ROANOKE TIMES Copyright (c) 1996, Roanoke Times DATE: Sunday, January 14, 1996 TAG: 9601120011 SECTION: EXTRA PAGE: 1 EDITION: METRO COLUMN: The Back Pew SOURCE: CODY LOWE
It was Monday before Jacob and Andrew really got out into the white playground that Mother Nature sent last weekend. Even then, it was a fairly tentative journey into the street where the snow was not quite as deep as in the back yard.
The boys' parents, Joe and April Fridley, bundled the boys and themselves tight against the elements and ventured into the drifting expanse of snow in Eagle Rock.
The boys are 5 and 3, so the snow might as well have been as deep as the sea. They could get lost in its drifts; slip into a dark, white hole with a slight misstep.
The risks we adults face in the snow don't seem nearly as terrifying as when you imagine facing them when you're only 3 feet tall. That's why Mom and Dad were always within reach.
Even in such potentially hazardous circumstances, however, Joe and April wanted their boys to experience some of the fun that snow makes possible. They certainly wouldn't have wanted the boys to miss playing in what could be the deepest snowfall they'll ever see.
As I thought about the boys later, it seemed to me their release into the snow could be a metaphor for every parent's experience.
We spend the first few winters supervising our children's faltering play in a snowy wonderland whose dangers they cannot recognize. Then we turn them loose to play on their own for the next few winters. Later still, we send them out with a shovel and tell them they can play when their work clearing the steps is finished. Finally, we turn them loose into winters on their own.
Our walk through life is much like moving through that drifted snow. Sometimes it's easy and fast over a sure, hard-packed surface; other times it's a tough slog through waist-deep obstructions.
I am about to turn my eldest loose into college and an adult life that seems fraught with all the dangers of this snowfall and more.
There are physical dangers. We live in a sometimes violent world that can lash out at our children any time, even when they are still within our reach.
We all try to teach our children how to avoid or cope with those objective hazards. But they are not so frequent or treacherous as the subjective, intangible decisions we face about how to interact with our fellow human beings.
It is those moral and ethical dangers that pose the greatest threat to our children.
Preparing them for that moral morass is parents' greatest challenge.
It's easy to teach them where to step when they face a two-foot snowfall. It's not so easy to teach them how to choose between selfishness and generosity, between reason and recklessness, between right and wrong.
It's not so easy to teach them where to put their feet when a friend or a minister betrays or misleads them. It's tough teaching them how to tell who they should trust, who they should honor, who they should obey.
If my daughter gets stuck in an ethical dilemma, will a neighbor come to help her out? Maybe more importantly, if her neighbor is stuck, will my daughter offer aid?
The recent snowfall provided numerous opportunities to test our willingness to help a neighbor in need. We all saw and heard examples of good will. The newspaper carrier who shoveled out a single woman's snow-blocked door. The neighbors who pitched in to clean a shut-in's sidewalk. The co-worker who ran all over town in her four-wheel drive vehicle to pick up stranded friends.
Fortunately, battling against the whims of nature seems nearly always to bring out the best in most of us.
Unfortunately, it may be more difficult to find a friend to stand up for us when we voice an unpopular opinion, or when we subscribe to a minority religion, or when we defy conventions of lifestyle.
Teaching my children to weather ethical blizzards is far more difficult and less certain than demonstrating the correct way to shovel snow.
And I really can't know whether I've done it right until the children are on their own.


The lines below must be transcribed exactly as given, with the images removed.

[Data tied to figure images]
'''
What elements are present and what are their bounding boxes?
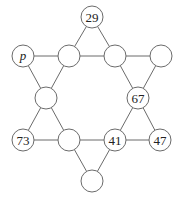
node-upper-inner-right bbox=[104, 45, 126, 67]
nodes: 29 p 67 73 bbox=[12, 6, 172, 192]
node-label-lower-left: 73 bbox=[17, 133, 30, 148]
node-top: 29 bbox=[81, 6, 103, 28]
node-mid-right: 67 bbox=[127, 87, 149, 109]
node-label-lower-right: 47 bbox=[154, 133, 168, 148]
hexagram-diagram: 29 p 67 73 bbox=[0, 0, 181, 204]
node-lower-left: 73 bbox=[12, 129, 34, 151]
node-label-upper-left: p bbox=[19, 48, 27, 63]
node-mid-left bbox=[35, 87, 57, 109]
node-lower-right: 47 bbox=[149, 129, 171, 151]
node-label-lower-inner-right: 41 bbox=[109, 133, 122, 148]
node-lower-inner-right: 41 bbox=[104, 129, 126, 151]
node-upper-left: p bbox=[12, 45, 34, 67]
node-lower-inner-left bbox=[58, 129, 80, 151]
node-upper-inner-left bbox=[58, 45, 80, 67]
node-upper-right bbox=[150, 45, 172, 67]
node-label-mid-right: 67 bbox=[132, 91, 146, 106]
node-label-top: 29 bbox=[86, 10, 99, 25]
node-bottom bbox=[81, 170, 103, 192]
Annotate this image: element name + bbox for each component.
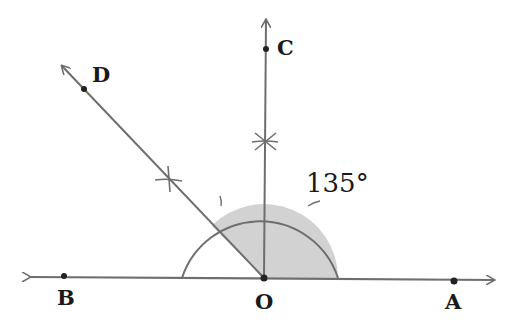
label-b: B xyxy=(57,285,75,310)
point-b xyxy=(61,273,67,279)
point-d xyxy=(81,86,87,92)
point-c xyxy=(263,46,269,52)
geometry-diagram: O A B C D 135° xyxy=(0,0,518,331)
angle-label: 135° xyxy=(306,168,369,198)
label-c: C xyxy=(277,35,294,60)
arc-tick-left xyxy=(220,196,221,206)
arc-tick-right xyxy=(308,201,320,206)
label-d: D xyxy=(92,62,110,87)
point-o xyxy=(261,275,268,282)
point-a xyxy=(451,278,458,285)
label-o: O xyxy=(255,289,273,314)
ray-od xyxy=(62,66,264,278)
angle-shaded-sector xyxy=(212,204,338,278)
label-a: A xyxy=(444,289,462,314)
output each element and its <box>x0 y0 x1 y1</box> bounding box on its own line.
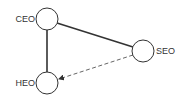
'''
**WRITTEN SOLUTION**
What elements are present and what are their bounding boxes?
node-upper-inner-right bbox=[104, 45, 126, 67]
nodes: 29 p 67 73 bbox=[12, 6, 172, 192]
node-label-lower-left: 73 bbox=[17, 133, 30, 148]
node-top: 29 bbox=[81, 6, 103, 28]
node-mid-right: 67 bbox=[127, 87, 149, 109]
node-label-lower-right: 47 bbox=[154, 133, 168, 148]
hexagram-diagram: 29 p 67 73 bbox=[0, 0, 181, 204]
node-lower-left: 73 bbox=[12, 129, 34, 151]
node-label-upper-left: p bbox=[19, 48, 27, 63]
node-mid-left bbox=[35, 87, 57, 109]
node-lower-right: 47 bbox=[149, 129, 171, 151]
node-label-lower-inner-right: 41 bbox=[109, 133, 122, 148]
node-lower-inner-right: 41 bbox=[104, 129, 126, 151]
node-upper-left: p bbox=[12, 45, 34, 67]
node-lower-inner-left bbox=[58, 129, 80, 151]
node-upper-inner-left bbox=[58, 45, 80, 67]
node-upper-right bbox=[150, 45, 172, 67]
node-label-mid-right: 67 bbox=[132, 91, 146, 106]
node-label-top: 29 bbox=[86, 10, 99, 25]
node-bottom bbox=[81, 170, 103, 192]
Annotate this image: element name + bbox for each component.
label-b: B xyxy=(57,285,75,310)
point-b xyxy=(61,273,67,279)
point-d xyxy=(81,86,87,92)
point-c xyxy=(263,46,269,52)
geometry-diagram: O A B C D 135° xyxy=(0,0,518,331)
angle-label: 135° xyxy=(306,168,369,198)
label-c: C xyxy=(277,35,294,60)
arc-tick-left xyxy=(220,196,221,206)
arc-tick-right xyxy=(308,201,320,206)
label-d: D xyxy=(92,62,110,87)
point-o xyxy=(261,275,268,282)
point-a xyxy=(451,278,458,285)
label-o: O xyxy=(255,289,273,314)
ray-od xyxy=(62,66,264,278)
angle-shaded-sector xyxy=(212,204,338,278)
label-a: A xyxy=(444,289,462,314)
output each element and its <box>x0 y0 x1 y1</box> bounding box on its own line.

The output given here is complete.